The non-religious are now the country’s largest religious voting bloc
More
American voters than ever say they are not religious, making the
religiously unaffiliated the nation's biggest voting bloc by
faith for the first time in a presidential election year. This
marks a dramatic shift from just eight years ago, when the
non-religious were roundly outnumbered by Catholics, white mainline
Protestants and white evangelical Protestants.
These
numbers come from a
new Pew Research Center survey,
which finds that "religious 'nones,' who have been growing
rapidly as
a share of the U.S. population, now constitute one-fifth of all
registered voters and more than a quarter of Democratic and
Democratic-leaning registered voters." That represents a 50
percent increase in the proportion of non-religious voters
compared with eight years ago, when they made up just 14 percent
of the overall electorate.
"In
2008, religious 'nones' were outnumbered or at parity with white
mainline Protestants and white Catholics," the survey's
lead researcher, Greg Smith, said in an interview. "Today,
'nones' outnumber both of those groups."
The
growth of the non-religious -- about 54 percent of whom are
Democrats or lean Democratic, compared with 23 percent at least
leaning Republican -- could provide a political counterweight
to white evangelical Protestants, a historically powerful voting bloc
for Republicans. In 2016, 35 percent of Republican voters identify
as white evangelicals, while 28 percent of Democratic voters say
they have no religion at all.
But
while the religiously unaffiliated are making up a larger share of
American voters, that doesn't necessarily mean that that will
translate into actual votes. Exit polls of people who actually
cast votes -- as opposed to preelection polls of registered voters --
have traditionally shown that the unaffiliated underperform at the
ballot box relative to their raw numbers.
For
instance, in the 2012 election, the unaffiliated made up 18 percent
of registered voters in preelection polls but only
12 percent of the people who actually voted,
as measured in post-election exit polls.

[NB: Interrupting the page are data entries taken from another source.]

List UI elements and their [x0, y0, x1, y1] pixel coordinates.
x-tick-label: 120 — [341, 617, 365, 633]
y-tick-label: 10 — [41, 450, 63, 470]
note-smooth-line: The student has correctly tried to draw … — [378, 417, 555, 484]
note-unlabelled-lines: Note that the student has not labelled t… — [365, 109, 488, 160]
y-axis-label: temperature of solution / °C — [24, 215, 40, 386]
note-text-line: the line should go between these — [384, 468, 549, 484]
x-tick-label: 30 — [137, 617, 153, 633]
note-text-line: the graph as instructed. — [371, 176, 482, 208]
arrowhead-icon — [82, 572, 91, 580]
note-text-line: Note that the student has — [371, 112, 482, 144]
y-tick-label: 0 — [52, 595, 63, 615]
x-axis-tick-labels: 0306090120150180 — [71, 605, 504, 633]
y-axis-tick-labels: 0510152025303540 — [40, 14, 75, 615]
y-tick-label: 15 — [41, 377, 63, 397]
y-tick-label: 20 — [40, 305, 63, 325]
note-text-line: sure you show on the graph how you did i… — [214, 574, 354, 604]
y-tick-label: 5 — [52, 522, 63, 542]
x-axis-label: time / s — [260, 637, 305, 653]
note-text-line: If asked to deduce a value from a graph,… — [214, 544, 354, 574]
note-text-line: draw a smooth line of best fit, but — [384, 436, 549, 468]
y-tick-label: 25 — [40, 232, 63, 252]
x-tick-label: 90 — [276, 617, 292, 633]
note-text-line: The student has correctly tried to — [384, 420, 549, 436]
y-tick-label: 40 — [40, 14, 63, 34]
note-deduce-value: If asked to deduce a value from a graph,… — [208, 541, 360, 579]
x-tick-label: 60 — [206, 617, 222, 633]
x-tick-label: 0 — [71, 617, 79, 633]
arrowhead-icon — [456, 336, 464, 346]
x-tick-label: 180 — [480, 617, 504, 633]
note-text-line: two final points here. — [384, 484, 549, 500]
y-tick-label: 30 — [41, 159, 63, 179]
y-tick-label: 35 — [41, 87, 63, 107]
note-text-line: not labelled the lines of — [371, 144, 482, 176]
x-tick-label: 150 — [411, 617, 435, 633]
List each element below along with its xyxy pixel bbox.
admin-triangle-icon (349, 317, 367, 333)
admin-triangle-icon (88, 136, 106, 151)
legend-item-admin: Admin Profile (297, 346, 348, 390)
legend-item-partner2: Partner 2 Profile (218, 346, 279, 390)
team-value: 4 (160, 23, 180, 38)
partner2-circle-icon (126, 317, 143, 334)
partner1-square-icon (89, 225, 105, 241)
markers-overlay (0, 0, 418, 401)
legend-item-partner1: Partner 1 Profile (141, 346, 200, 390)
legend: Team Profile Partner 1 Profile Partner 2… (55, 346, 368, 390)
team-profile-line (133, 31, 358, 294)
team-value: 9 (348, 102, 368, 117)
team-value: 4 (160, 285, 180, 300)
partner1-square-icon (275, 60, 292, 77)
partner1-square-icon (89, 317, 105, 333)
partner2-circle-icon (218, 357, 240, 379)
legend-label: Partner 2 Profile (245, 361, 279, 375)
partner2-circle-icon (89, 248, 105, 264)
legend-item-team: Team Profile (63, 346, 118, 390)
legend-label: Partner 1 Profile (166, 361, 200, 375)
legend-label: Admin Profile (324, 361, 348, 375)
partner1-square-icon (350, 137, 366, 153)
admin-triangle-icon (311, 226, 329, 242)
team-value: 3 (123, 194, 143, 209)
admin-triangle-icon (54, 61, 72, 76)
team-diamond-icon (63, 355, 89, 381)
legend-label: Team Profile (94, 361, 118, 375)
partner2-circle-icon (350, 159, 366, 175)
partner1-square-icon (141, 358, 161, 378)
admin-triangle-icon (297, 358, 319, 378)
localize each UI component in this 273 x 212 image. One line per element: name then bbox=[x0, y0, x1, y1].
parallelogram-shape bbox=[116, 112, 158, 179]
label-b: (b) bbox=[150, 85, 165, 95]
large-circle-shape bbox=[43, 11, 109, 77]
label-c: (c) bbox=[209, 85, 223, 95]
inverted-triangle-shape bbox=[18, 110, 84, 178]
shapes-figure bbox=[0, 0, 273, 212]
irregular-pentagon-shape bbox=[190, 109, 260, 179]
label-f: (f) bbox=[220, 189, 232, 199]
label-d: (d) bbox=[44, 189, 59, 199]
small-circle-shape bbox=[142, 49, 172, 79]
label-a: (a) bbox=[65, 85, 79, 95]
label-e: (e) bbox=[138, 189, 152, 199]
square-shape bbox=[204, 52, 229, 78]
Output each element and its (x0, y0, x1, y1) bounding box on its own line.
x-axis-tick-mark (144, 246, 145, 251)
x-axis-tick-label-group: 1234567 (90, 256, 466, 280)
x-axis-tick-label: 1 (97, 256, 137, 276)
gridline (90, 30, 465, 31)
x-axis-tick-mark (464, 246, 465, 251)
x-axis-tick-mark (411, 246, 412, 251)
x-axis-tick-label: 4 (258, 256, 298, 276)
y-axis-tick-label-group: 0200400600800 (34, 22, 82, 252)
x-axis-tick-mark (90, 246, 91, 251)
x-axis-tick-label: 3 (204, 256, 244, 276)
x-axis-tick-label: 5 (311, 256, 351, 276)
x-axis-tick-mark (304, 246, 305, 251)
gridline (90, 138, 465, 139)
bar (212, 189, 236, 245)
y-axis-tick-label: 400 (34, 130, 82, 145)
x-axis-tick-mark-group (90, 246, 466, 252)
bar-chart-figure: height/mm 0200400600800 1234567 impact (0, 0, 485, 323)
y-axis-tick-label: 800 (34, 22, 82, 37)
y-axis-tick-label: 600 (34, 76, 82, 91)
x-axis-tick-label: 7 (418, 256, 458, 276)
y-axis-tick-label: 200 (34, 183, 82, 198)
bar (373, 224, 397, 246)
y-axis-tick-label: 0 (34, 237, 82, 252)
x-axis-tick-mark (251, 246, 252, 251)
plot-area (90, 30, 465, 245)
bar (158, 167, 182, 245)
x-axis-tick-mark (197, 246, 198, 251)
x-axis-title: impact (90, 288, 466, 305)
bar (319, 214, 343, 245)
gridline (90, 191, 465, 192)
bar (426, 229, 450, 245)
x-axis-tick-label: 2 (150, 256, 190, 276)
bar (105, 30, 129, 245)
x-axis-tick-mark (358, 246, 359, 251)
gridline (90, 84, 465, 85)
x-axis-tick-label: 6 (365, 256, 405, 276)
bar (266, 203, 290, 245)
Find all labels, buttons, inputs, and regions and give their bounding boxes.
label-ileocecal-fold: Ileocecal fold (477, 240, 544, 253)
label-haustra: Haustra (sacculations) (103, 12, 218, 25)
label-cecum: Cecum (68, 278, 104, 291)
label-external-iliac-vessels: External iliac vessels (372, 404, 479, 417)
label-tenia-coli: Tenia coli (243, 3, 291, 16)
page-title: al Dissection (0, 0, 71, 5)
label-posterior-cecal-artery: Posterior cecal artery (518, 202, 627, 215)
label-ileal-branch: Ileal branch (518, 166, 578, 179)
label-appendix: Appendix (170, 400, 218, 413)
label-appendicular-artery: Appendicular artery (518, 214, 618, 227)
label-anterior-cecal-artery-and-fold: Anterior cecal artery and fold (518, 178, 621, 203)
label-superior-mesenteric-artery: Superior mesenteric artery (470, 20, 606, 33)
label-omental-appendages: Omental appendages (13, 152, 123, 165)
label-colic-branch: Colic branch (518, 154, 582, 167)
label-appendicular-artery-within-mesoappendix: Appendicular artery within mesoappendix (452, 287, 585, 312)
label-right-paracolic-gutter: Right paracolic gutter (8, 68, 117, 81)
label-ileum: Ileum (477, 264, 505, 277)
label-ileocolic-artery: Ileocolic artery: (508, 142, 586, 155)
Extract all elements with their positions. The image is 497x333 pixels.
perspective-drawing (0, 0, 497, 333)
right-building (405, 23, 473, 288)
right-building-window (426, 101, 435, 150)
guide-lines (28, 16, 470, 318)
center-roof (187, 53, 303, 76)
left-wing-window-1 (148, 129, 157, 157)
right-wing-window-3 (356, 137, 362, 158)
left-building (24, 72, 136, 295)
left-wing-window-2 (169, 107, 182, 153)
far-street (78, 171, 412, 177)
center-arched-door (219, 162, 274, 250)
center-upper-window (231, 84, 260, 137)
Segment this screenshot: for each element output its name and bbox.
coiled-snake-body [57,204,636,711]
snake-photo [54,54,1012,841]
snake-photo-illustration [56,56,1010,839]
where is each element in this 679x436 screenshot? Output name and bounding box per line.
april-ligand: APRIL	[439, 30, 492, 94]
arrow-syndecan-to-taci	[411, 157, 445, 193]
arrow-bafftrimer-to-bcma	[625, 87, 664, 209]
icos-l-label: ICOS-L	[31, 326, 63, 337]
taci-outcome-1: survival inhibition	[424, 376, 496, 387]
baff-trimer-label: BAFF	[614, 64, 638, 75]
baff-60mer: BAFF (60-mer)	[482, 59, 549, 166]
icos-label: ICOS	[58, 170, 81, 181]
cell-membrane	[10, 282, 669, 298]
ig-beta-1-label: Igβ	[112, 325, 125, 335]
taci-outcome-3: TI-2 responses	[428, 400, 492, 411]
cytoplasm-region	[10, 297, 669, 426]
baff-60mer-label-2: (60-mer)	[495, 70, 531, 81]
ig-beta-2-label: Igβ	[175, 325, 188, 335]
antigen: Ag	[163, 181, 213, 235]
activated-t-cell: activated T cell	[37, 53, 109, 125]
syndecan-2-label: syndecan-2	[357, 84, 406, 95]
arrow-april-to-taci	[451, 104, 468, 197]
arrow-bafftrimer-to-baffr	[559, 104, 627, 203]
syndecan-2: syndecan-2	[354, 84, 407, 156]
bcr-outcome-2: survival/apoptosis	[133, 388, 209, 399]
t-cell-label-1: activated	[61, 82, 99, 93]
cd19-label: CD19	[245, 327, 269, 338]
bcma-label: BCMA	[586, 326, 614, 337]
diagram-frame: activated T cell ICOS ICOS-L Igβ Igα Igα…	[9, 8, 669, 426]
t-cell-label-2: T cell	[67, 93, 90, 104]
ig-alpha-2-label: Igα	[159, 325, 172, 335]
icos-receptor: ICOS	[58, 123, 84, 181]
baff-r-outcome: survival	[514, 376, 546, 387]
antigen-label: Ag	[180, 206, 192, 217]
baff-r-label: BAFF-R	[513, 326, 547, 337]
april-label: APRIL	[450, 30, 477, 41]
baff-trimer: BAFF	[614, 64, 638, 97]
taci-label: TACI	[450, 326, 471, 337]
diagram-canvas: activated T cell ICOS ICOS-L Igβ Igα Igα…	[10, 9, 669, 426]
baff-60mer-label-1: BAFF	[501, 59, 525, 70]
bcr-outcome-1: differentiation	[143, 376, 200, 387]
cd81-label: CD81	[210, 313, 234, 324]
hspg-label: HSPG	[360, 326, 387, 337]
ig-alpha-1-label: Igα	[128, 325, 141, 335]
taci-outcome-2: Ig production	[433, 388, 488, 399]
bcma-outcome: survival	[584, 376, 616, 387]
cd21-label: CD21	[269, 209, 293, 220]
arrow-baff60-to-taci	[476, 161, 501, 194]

Some of this difference
may be due to the different ways the two polls ask
religious-affiliation questions, but Pew's researchers say that the
underperformance of the non-religious is a very real phenomenon.
"While
the group is growing rapidly in the general public, its growth has
been much less dramatic in the electorate," Pew's Smith said.
"It could be the 'nones' are not connected, almost by
definition, to religious institutions, which can play an important
role in spurring turnout and interest in politics."